Its always going to be a win-win for whoever created it.
Well, thankfully a lot of the people here care enough about the opinions of others that they want to work out a framework that will work well for others. Note incidentally, that it isn't necessarily the case that it will even be a win for the programmer. Bad AI's can end up trying to paperclip the Earth . Even the democracy example would be difficult for the AI to achieve. Say for example that I tell the AI to determine things with a democratic system and to give that a highest priority and then a majority of people decide to do away with the democracy, what is the AI supposed to do? Keep in mind that AI are not going to act like villainous computers from bad scifi where simply giving the machines an apparent contradiction will make them overheat and meltdown.
Possibly, though I doubt it. But even if it is, you can just do that democracy thing on the group in question, not the whole world. Also, until your AI is smart enough and powerful enough to work at that level, its going to be extremely dangerous to declare that the AI will be in charge of the world from then on. Even if its working perfectly, without the proper resources and strategy in place, its going to be very though to just "take over" and it will likely cost lives.
This is an example where knowing about prior discussions here would help. In particular, you seem to be assuming that the AI will take quite a bit of time to get to be in charge. Now, as a conclusion, that's one I agree with. But a lot of very smart people such as Eliezer Yudkowsky consider the chance that an AI might take over in a very short timespan to be very high. And a decent number of LWians agree with Eliezer or at least consider such results to be likely enough to take seriously. So just working off the assumption that an AI will come to global power but will do so slowly is not a good assumption here: It is one you can preface explicitly as a possibility and say something like "If AI doesn't foom very fast then " but just taking your position for granted like that is a major reason you are getting downvoted.
Well, thankfully a lot of the people here care enough about the opinions of others that they want to work out a framework that will work well for others.
That's my point. If they do care about that, then the AI will do it. If it doesn't, then its not working right.
Note incidentally, that it isn't necessarily the case that it will even be a win for the programmer. Bad AI's can end up trying to paperclip the Earth .
Bad AI's can, sure. If its bad though, whats it matter who its trying to follow orders from. It will ultimately try to turn them into paper...
It’s the year 2045, and Dr. Evil and the Singularity Institute have been in a long and grueling race to be the first to achieve machine intelligence, thereby controlling the course of the Singularity and the fate of the universe. Unfortunately for Dr. Evil, SIAI is ahead in the game. Its Friendly AI is undergoing final testing, and Coherent Extrapolated Volition is scheduled to begin in a week. Dr. Evil learns of this news, but there’s not much he can do, or so it seems. He has succeeded in developing brain scanning and emulation technology, but the emulation speed is still way too slow to be competitive.
There is no way to catch up with SIAI's superior technology in time, but Dr. Evil suddenly realizes that maybe he doesn’t have to. CEV is supposed to give equal weighting to all of humanity, and surely uploads count as human. If he had enough storage space, he could simply upload himself, and then make a trillion copies of the upload. The rest of humanity would end up with less than 1% weight in CEV. Not perfect, but he could live with that. Unfortunately he only has enough storage for a few hundred uploads. What to do…
Ah ha, compression! A trillion identical copies of an object would compress down to be only a little bit larger than one copy. But would CEV count compressed identical copies to be separate individuals? Maybe, maybe not. To be sure, Dr. Evil gives each copy a unique experience before adding it to the giant compressed archive. Since they still share almost all of the same information, a trillion copies, after compression, just manages to fit inside the available space.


* Work instructions: Copy out the listing that follows in its entirety, keeping it exactly the same.

---+---

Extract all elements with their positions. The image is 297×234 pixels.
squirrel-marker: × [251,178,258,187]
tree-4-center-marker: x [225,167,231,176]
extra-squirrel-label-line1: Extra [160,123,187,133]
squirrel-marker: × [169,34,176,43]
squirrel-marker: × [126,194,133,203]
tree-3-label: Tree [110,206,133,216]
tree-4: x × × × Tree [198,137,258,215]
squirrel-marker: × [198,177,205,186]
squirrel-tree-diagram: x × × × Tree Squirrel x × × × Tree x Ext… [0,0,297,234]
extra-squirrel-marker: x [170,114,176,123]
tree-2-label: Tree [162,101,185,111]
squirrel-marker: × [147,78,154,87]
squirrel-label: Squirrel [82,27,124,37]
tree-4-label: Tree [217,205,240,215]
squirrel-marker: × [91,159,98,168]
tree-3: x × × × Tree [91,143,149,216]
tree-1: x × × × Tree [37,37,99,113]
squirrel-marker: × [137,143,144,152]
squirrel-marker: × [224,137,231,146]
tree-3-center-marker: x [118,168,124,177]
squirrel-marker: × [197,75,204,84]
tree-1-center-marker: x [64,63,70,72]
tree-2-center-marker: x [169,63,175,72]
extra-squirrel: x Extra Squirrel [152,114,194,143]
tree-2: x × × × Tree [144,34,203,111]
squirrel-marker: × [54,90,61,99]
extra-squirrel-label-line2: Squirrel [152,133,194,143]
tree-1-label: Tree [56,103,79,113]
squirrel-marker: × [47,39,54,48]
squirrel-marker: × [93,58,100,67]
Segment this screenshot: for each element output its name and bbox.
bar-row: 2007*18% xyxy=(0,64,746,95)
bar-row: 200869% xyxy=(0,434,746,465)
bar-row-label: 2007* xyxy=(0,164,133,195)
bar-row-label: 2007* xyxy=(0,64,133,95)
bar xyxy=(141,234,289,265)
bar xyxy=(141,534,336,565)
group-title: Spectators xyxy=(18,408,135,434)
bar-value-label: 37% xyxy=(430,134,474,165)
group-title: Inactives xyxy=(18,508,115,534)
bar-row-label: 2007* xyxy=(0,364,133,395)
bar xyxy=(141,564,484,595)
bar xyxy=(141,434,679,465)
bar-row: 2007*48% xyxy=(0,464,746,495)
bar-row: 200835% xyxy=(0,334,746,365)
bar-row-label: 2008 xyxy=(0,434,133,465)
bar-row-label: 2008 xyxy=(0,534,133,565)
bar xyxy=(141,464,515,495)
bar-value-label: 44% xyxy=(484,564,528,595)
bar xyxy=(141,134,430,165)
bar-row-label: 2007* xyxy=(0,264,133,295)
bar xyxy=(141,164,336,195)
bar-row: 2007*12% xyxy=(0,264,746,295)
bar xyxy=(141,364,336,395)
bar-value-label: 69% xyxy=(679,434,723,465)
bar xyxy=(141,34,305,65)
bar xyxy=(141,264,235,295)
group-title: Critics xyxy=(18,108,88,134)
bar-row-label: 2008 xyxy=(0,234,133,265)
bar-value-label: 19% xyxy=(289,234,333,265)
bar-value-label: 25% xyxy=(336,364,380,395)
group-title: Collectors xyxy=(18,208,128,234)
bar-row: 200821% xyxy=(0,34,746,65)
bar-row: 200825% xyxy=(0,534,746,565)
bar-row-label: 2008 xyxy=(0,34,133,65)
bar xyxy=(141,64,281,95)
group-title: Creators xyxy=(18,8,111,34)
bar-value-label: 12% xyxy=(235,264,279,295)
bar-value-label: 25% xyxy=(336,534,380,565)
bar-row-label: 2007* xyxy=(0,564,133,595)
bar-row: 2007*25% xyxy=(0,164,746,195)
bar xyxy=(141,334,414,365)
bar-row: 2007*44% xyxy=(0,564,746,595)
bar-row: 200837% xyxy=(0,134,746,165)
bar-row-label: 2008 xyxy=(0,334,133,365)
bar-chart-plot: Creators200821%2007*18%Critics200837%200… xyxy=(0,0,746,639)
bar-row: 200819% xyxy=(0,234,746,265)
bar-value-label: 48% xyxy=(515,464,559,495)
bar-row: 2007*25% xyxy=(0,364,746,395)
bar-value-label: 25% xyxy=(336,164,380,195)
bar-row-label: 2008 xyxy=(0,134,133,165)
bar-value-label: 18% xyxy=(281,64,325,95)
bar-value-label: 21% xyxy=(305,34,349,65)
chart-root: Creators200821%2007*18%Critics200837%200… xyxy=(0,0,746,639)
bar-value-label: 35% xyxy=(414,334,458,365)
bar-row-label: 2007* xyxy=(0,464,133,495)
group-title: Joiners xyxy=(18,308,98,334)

---+---

* Answer section:
Extract all elements with their positions. The image is 297×234 pixels.
squirrel-marker: × [251,178,258,187]
tree-4-center-marker: x [225,167,231,176]
extra-squirrel-label-line1: Extra [160,123,187,133]
squirrel-marker: × [169,34,176,43]
squirrel-marker: × [126,194,133,203]
tree-3-label: Tree [110,206,133,216]
tree-4: x × × × Tree [198,137,258,215]
squirrel-marker: × [198,177,205,186]
squirrel-tree-diagram: x × × × Tree Squirrel x × × × Tree x Ext… [0,0,297,234]
extra-squirrel-marker: x [170,114,176,123]
tree-2-label: Tree [162,101,185,111]
squirrel-marker: × [147,78,154,87]
squirrel-label: Squirrel [82,27,124,37]
tree-4-label: Tree [217,205,240,215]
squirrel-marker: × [91,159,98,168]
tree-3: x × × × Tree [91,143,149,216]
tree-1: x × × × Tree [37,37,99,113]
squirrel-marker: × [137,143,144,152]
squirrel-marker: × [224,137,231,146]
tree-3-center-marker: x [118,168,124,177]
squirrel-marker: × [197,75,204,84]
tree-1-center-marker: x [64,63,70,72]
tree-2-center-marker: x [169,63,175,72]
extra-squirrel: x Extra Squirrel [152,114,194,143]
tree-2: x × × × Tree [144,34,203,111]
squirrel-marker: × [54,90,61,99]
extra-squirrel-label-line2: Squirrel [152,133,194,143]
tree-1-label: Tree [56,103,79,113]
squirrel-marker: × [47,39,54,48]
squirrel-marker: × [93,58,100,67]
Segment this screenshot: for each element output its name and bbox.
bar-row: 2007*18% xyxy=(0,64,746,95)
bar-row: 200869% xyxy=(0,434,746,465)
bar-row-label: 2007* xyxy=(0,164,133,195)
bar-row-label: 2007* xyxy=(0,64,133,95)
bar xyxy=(141,234,289,265)
bar xyxy=(141,534,336,565)
group-title: Spectators xyxy=(18,408,135,434)
bar-value-label: 37% xyxy=(430,134,474,165)
group-title: Inactives xyxy=(18,508,115,534)
bar-row-label: 2007* xyxy=(0,364,133,395)
bar xyxy=(141,564,484,595)
bar xyxy=(141,434,679,465)
bar-row: 2007*48% xyxy=(0,464,746,495)
bar-row: 200835% xyxy=(0,334,746,365)
bar-row-label: 2008 xyxy=(0,434,133,465)
bar-row-label: 2008 xyxy=(0,534,133,565)
bar xyxy=(141,464,515,495)
bar-value-label: 44% xyxy=(484,564,528,595)
bar xyxy=(141,134,430,165)
bar-row-label: 2007* xyxy=(0,264,133,295)
bar xyxy=(141,164,336,195)
bar-row: 2007*12% xyxy=(0,264,746,295)
bar xyxy=(141,364,336,395)
bar-value-label: 69% xyxy=(679,434,723,465)
bar xyxy=(141,34,305,65)
bar xyxy=(141,264,235,295)
group-title: Critics xyxy=(18,108,88,134)
bar-row-label: 2008 xyxy=(0,234,133,265)
bar-value-label: 19% xyxy=(289,234,333,265)
bar-value-label: 25% xyxy=(336,364,380,395)
group-title: Collectors xyxy=(18,208,128,234)
bar-row: 200821% xyxy=(0,34,746,65)
bar-row: 200825% xyxy=(0,534,746,565)
bar-row-label: 2008 xyxy=(0,34,133,65)
bar xyxy=(141,64,281,95)
group-title: Creators xyxy=(18,8,111,34)
bar-value-label: 12% xyxy=(235,264,279,295)
bar-value-label: 25% xyxy=(336,534,380,565)
bar-row-label: 2007* xyxy=(0,564,133,595)
bar-row: 2007*25% xyxy=(0,164,746,195)
bar xyxy=(141,334,414,365)
bar-row: 2007*44% xyxy=(0,564,746,595)
bar-row: 200837% xyxy=(0,134,746,165)
bar-row-label: 2008 xyxy=(0,334,133,365)
bar-chart-plot: Creators200821%2007*18%Critics200837%200… xyxy=(0,0,746,639)
bar-row: 200819% xyxy=(0,234,746,265)
bar-value-label: 48% xyxy=(515,464,559,495)
bar-row: 2007*25% xyxy=(0,364,746,395)
bar-value-label: 25% xyxy=(336,164,380,195)
bar-row-label: 2008 xyxy=(0,134,133,165)
bar-value-label: 18% xyxy=(281,64,325,95)
bar-value-label: 21% xyxy=(305,34,349,65)
chart-root: Creators200821%2007*18%Critics200837%200… xyxy=(0,0,746,639)
bar-value-label: 35% xyxy=(414,334,458,365)
bar-row-label: 2007* xyxy=(0,464,133,495)
group-title: Joiners xyxy=(18,308,98,334)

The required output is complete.